Posted 18 May 2011, by Robyn Griggs Lawrence, Mother Earth News, motherearthnews.com
On Wabi-Sabi Wednesdays, I feature excerpts from my upcoming book, Simply Imperfect: Revisiting the Wabi-Sabi House , which was released this week. This post is a tribute to Kate NaDeau, who introduced me to wabi-sabi many years ago.
I met Kate NaDeau more than a decade ago, when I went to check out Stone Soup Farm, her 26-acre farm on a south-facing hillside in Monroe, Maine. I was immediately drawn to Kate’s hand-built stone cottage, comfortable and worn décor, and seasonal lifestyle. When I asked her about a rusty grate hanging on the wall, Kate said, “Oh, that. That’s just wabi-sabi.” Kate launched me on a journey to learn more about this Japanese concept, which finds beauty in things that are imperfect, impermanent and aged. Her home is wabi-sabi at its finest.
Inspired by back-to-the-land pioneers Scott and Helen Nearing, Kate and her former husband,Phil, spent five years building a stone house using a slip-form method of construction with elements of Japanese architecture. The 1,500-square-foot home is bermed into the hillside to the north and open to the south to take in passive solar gain. “Passive solar is so wonderful—working with the climate instead of trying to fight it—bringing in some kind of harmony, working with the elements,” Kate says.

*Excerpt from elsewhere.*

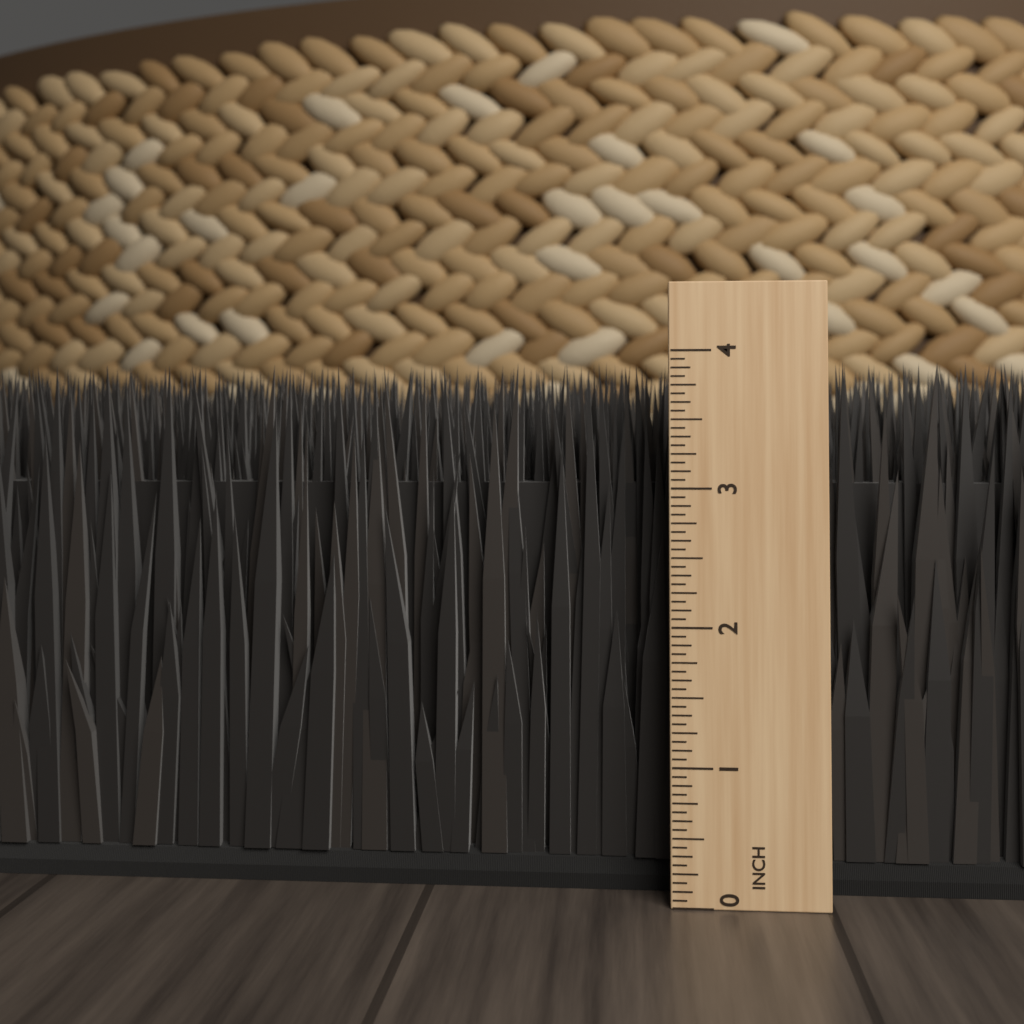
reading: 3.9375 in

Kate and Phil hand-dug 4-foot-deep trenches for the home’s foundation and gathered flat stones from the woods and fields nearby. (Some visitors to the farm, hearing they needed flat stones, hauled in loads of them.) Kate and Phil mixed cement in wheelbarrows and built wooden forms that held the cement while it set around the stones. Inside, they attached insulation, plastic vapor barriers and pine walls to two-by-fours inserted into the 6-foot-high stone walls; trimmed out a second-story bedroom using fir two-by-fours and topped the structure with a double metal roof. “The construction was spread over five years because we were paying as we went,” Kate says. “But the advantage is that you really get to know the land—where you spend time, where the sun comes up at different times of the year. There’s something to be said for going slow—which is very different from the way people in this country do things.”
From the large overhead beams for drying herbs and flowers to the greenhouse attached to the west side, the home was designed to accommodate agrarian ways. “I live a strongly seasonal lifestyle,” says Kate, who now lives alone. “The weather is ever changing, and farm-related activities are so different. So my home’s areas of use are very seasonal.”
In winter, the low sun streams into Kate’s denlike dining room and living area, providing heat that she supplements with a fire in the early evening. “Burning wood is a winter activity that I love, a gentle way of keeping things going—getting a couple of armloads of wood each day, keeping ahead of the storms,” she says. In spring and summer, Kate basks in the sun on the 15-by-20- foot wooden deck on the home’s south side and serves tea or picnics on the covered terrace attached to her workshop. She loves to catch the sunrise on the eastern porch. “Because summer’s such an expansive time, I really use that outdoor space much more,” she says.
Before she moved to Maine from California, Kate had grown a few tomato and basil plants but had no real experience with a large-scale garden. Yet she doesn’t consider the terraced masterpiece she’s created on the steep, sunny hillside such a big deal. “This isn’t rocket science,” she says. “I read the Nearings and other books, but it’s mainly a matter of just doing it, learning from your mistakes, trying and trying and trying. It always seems to be a good year for something or a bad year for something. Some pest is eating this and this, but you get the bounty in something else. When you look at the big picture, it all seems to work out okay.”
Shortly after the family moved to the site, which they dubbed Stone Soup Farm after the inspirational folktale, Kate began selling vegetables, flowers, and herb vinegars at a farmers market in nearby Belfast. She now gives workshops on using herbs and runs a small shop on the property that sells plants, herbal crafts and other garden-related products. One of her personal highlights was selling a perennial to the late Helen Nearing. “Here was someone I’ve so respected, who so influenced me and the way I’ve done things,” Kate says. “It just felt like a complete circle.”